Dubs never get the tone of the acting right IMO.
Dubs has inevitably to chase the original language. I'm italian, we generally suck at english and we generally have a lot great actors and also voice actors, so growing up seeing dubbed movies was the normal thing for me and everyone else. It's still the normality in cinema, we see everything dubbed, I wouldn't even know where to start to look for movie theaters that play movies in original language, they do exist but I never see them advertised.
Once I was fluent enough to understand english movies, I did the switch and basically there was no turning back. Sure, the actual performance of an actor impersonating another can be good, we have many actors very good at that, but there's no performance good enough that can replace the fact that a dubbing has to chase and work around the original language and line, thus ruining all its charm. Different languages, different grammar rules, different ways to construct the sentence, and that weighs down a lot in a dub.
For example, in the english language you say "All I want is you", but in italian we don't say that. The way we phrase it can be literally translated back into "I don't want anything else than you". Every language has different grammar and so a dubbing never compares to the original.
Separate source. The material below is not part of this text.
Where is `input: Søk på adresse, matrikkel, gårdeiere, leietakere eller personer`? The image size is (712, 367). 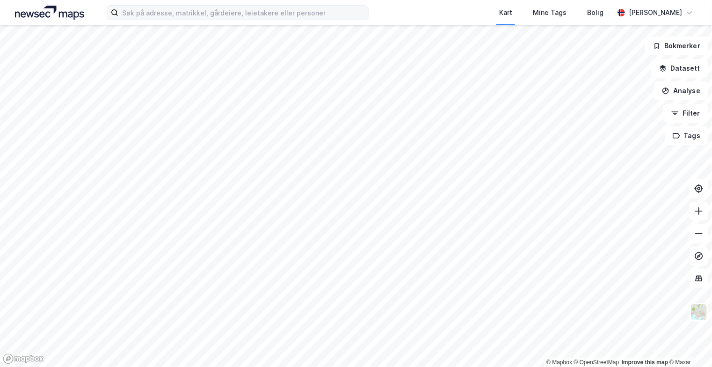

Also, jokes get completely lost. Think of the Hodor thing in Game of Thrones. I remember the first time that I laughed a lot on How I Met your Mother, and decided to stick with it, was when the protagonist was trying clumsily to dump a girl and was saying that the situation was "ineffable", with the girl asking back "so, I'm not F-able?".... how do you even start to translate that???
Also, thank the gods for having watched Breaking Bad in the original language. Dou remember the iconic "I am the one the knocks" line? I shit you not, in italian for whatever reason it became "a guy open the door and gets shot and you think that's me? no, they cannot shoot me". Ouch.
And since I'm on a rant, let me recoil in horror at the idea of the Futurama episode of the were-car. You know how it was translated? "the car that was". Because they didn't get that were-car was a play on werewolf, they took it as the past tense of the verb be.